“David Bowie at his rawest, glammest, most rockingest. The time I saw him do Cracked Actor live, he sang it to a skull, a cracked actor indeed. Or was he an alien? Aladdin Sane being the last of Ziggy albums that wasn’t all cover tunes. Either way, it was a harder rock than pretty much anyone was delivering at the time, except maybe Iggy and Stooges … and almost nobody knew they even existed.” (Philip Random)
“As I’ve heard it argued, Aladdin Sane (the album) is song-for-song the best of the Ziggy-era Bowie albums. Yet as a whole, it somehow doesn’t add up the way the previous two do, and thus hasn’t gotten heard as much. Which is great for our purposes as it gives us a bunch of cool non-allergenic gems, like the genuinely insane title track, particularly the part where it goes all free jazz toward the end. Stratospheres over my teenage head when I first heard it. But I listened anyway. It was David f***ing Bowie.” (Philip Random)
“As I remember it, David Bowie hit the suburbs of the Americas in comparatively slow motion. First came Space Oddity (a big deal AM radio hit in early 1973, some three years after it had hit big in the UK), then Ziggy Stardust (various album tracks popping up on FM radio), by which point you were starting to see pictures of the guy. Beyondfreakish. Which were backed up by the inevitable rumours (that he actually was an alien, that he and Elton John were secretly married). But by the end of the year, all that stuff was settling, and it was the music you couldn’t ignore. So Much Great And Strange Music. So much so that a track like Panic in Detroit didn’t get near the attention it deserved. If only for the riff. You could base a whole genre on that riff. Which, it’s arguable, the Rolling Stones already had.
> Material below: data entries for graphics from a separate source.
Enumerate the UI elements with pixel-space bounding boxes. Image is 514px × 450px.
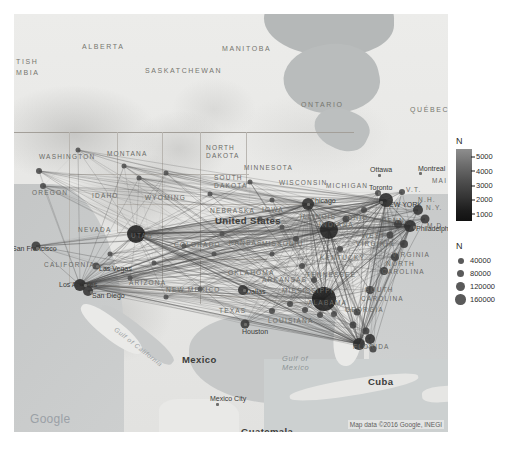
- network-node[interactable]: [337, 246, 343, 252]
- network-node[interactable]: [287, 301, 293, 307]
- network-node[interactable]: [350, 322, 357, 329]
- city-dot: [84, 284, 87, 287]
- city-label: Ottawa: [370, 166, 392, 173]
- city-label: San Diego: [92, 292, 125, 299]
- city-dot: [96, 265, 99, 268]
- state-label: MICHIGAN: [326, 182, 368, 189]
- state-label: WYOMING: [145, 194, 186, 201]
- city-label: Chicago: [310, 197, 336, 204]
- color-legend-tick-mark: [471, 171, 475, 172]
- city-dot: [413, 226, 416, 229]
- network-node[interactable]: [269, 308, 275, 314]
- network-node[interactable]: [400, 240, 408, 248]
- size-legend-dot-cell: [456, 294, 470, 305]
- province-label: MBIA: [16, 69, 40, 76]
- state-label: IOWA: [262, 206, 284, 213]
- city-label: NEW YORK: [384, 201, 422, 208]
- network-node[interactable]: [220, 232, 225, 237]
- network-node[interactable]: [76, 148, 81, 153]
- network-node[interactable]: [248, 180, 253, 185]
- state-label: SOUTH: [365, 286, 394, 293]
- city-label: Montreal: [418, 165, 445, 172]
- google-logo[interactable]: Google: [30, 412, 71, 426]
- state-label: V.T.: [406, 186, 421, 193]
- color-legend-tick-mark: [471, 185, 475, 186]
- network-node[interactable]: [299, 263, 305, 269]
- state-label: ALABAMA: [308, 299, 347, 306]
- state-label: NEW MEXICO: [166, 286, 221, 293]
- size-legend-rows: 4000080000120000160000: [456, 254, 514, 306]
- color-legend-tick: 4000: [476, 166, 493, 175]
- state-label: IDAHO: [92, 192, 119, 199]
- state-label: WISCONSIN: [279, 179, 327, 186]
- network-node[interactable]: [212, 252, 217, 257]
- province-label: ALBERTA: [82, 43, 124, 50]
- network-node[interactable]: [108, 252, 113, 257]
- province-label: ONTARIO: [301, 101, 344, 108]
- country-label: Cuba: [368, 376, 393, 387]
- state-label: MAI: [432, 177, 447, 184]
- google-logo-text: Google: [30, 412, 71, 426]
- size-legend-title: N: [456, 241, 514, 251]
- city-label: Toronto: [369, 184, 392, 191]
- size-legend: N 4000080000120000160000: [456, 241, 514, 306]
- network-node[interactable]: [36, 168, 42, 174]
- network-node[interactable]: [331, 311, 337, 317]
- city-dot: [378, 192, 381, 195]
- province-label: SASKATCHEWAN: [145, 67, 222, 74]
- network-node[interactable]: [164, 171, 169, 176]
- legend-panel: N 50004000300020001000 N 400008000012000…: [456, 136, 514, 306]
- network-node[interactable]: [399, 189, 405, 195]
- size-legend-label: 120000: [470, 282, 495, 291]
- network-node[interactable]: [363, 328, 370, 335]
- network-node[interactable]: [270, 198, 275, 203]
- state-label: NEBRASKA: [210, 207, 255, 214]
- color-legend-tick: 2000: [476, 195, 493, 204]
- state-label: KENTUCKY: [320, 254, 365, 261]
- network-node[interactable]: [152, 261, 157, 266]
- country-label: Mexico: [182, 354, 217, 365]
- state-label: DAKOTA: [214, 182, 247, 189]
- province-label: TISH: [16, 58, 38, 65]
- state-label: ILLINOIS: [300, 213, 336, 220]
- state-label: TEXAS: [219, 307, 246, 314]
- size-legend-dot-cell: [456, 282, 470, 291]
- city-label: Las Vegas: [99, 265, 132, 272]
- state-label: N.Y.: [426, 204, 443, 211]
- map-attribution: Map data ©2016 Google, INEGI: [348, 420, 444, 429]
- state-label: WEST: [362, 232, 386, 239]
- city-dot: [244, 323, 247, 326]
- city-label: Mexico City: [210, 395, 246, 402]
- network-node[interactable]: [208, 192, 213, 197]
- city-dot: [243, 289, 246, 292]
- network-node[interactable]: [361, 207, 367, 213]
- size-legend-dot: [455, 294, 466, 305]
- city-label: Dallas: [246, 288, 265, 295]
- size-legend-row: 40000: [456, 254, 514, 267]
- state-label: OKLAHOMA: [228, 269, 274, 276]
- state-label: SOUTH: [214, 174, 243, 181]
- country-label: United States: [215, 215, 281, 226]
- network-node[interactable]: [122, 164, 127, 169]
- network-node[interactable]: [137, 176, 142, 181]
- state-label: PENN.: [382, 217, 408, 224]
- size-legend-dot: [456, 282, 465, 291]
- state-label: VIRGINIA: [356, 240, 394, 247]
- state-label: KANSAS: [229, 239, 263, 246]
- state-label: NORTH: [386, 260, 415, 267]
- network-node[interactable]: [317, 312, 323, 318]
- city-dot: [380, 201, 383, 204]
- color-legend-tick-mark: [471, 156, 475, 157]
- network-node[interactable]: [387, 232, 394, 239]
- state-label: MISSISSIPPI: [282, 287, 334, 294]
- state-label: INDIANA: [319, 221, 354, 228]
- state-label: CAROLINA: [361, 295, 404, 302]
- color-legend: N 50004000300020001000: [456, 136, 514, 221]
- network-node[interactable]: [164, 295, 169, 300]
- network-node[interactable]: [270, 252, 275, 257]
- map-canvas[interactable]: TISHMBIAALBERTASASKATCHEWANMANITOBAONTAR…: [14, 14, 448, 432]
- state-label: MONTANA: [107, 150, 147, 157]
- state-label: MINNESOTA: [244, 164, 293, 171]
- color-legend-title: N: [456, 136, 514, 146]
- network-node[interactable]: [302, 307, 308, 313]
But that’s another story.” (Philip Random)
The actor (aka David Bowie, David Jones, Ziggy Stardust) is starting to crack here. We all were in retrospect. Even if you were a thickheaded suburban kid barely into puberty – the whole 60s thing just wasn’t playing out as anticipated. Revolution in our time? Maybe. But by 1973, it was clear it wouldn’t be an old-fashioned political revolution. No, it was all going to be much weirder than that.